== Task item ==
Using the data below, output the first line and every line after it up to and including the line containing "Task: Click on the svg-text: 7:00 PM", exactly as written and with nothing added.

[Dataset entries]
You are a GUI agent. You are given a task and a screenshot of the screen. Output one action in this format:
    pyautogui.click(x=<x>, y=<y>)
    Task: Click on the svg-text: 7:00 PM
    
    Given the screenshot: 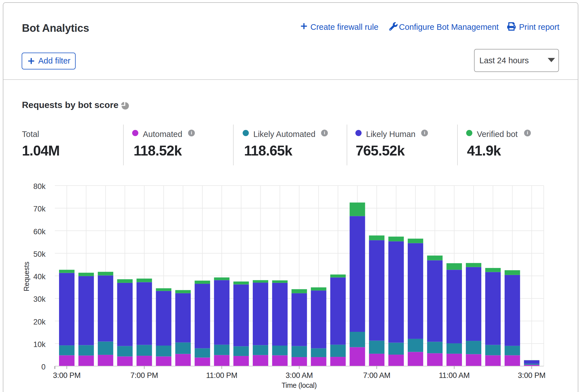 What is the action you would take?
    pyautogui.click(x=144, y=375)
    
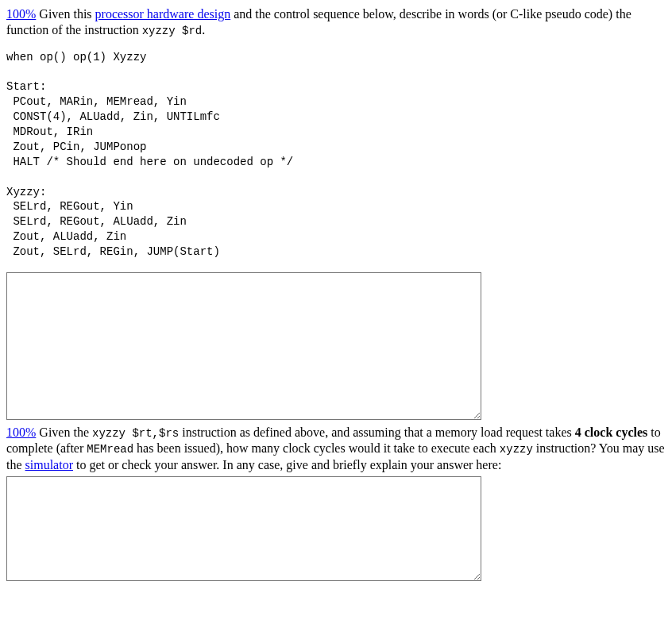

== Response for this exercise ==
You are a GUI agent. You are given a task and a screenshot of the screen. Output one action in this format:
    pyautogui.click(x=<x>, y=<y>)
    Task: Click on the svg-text: 7:00 PM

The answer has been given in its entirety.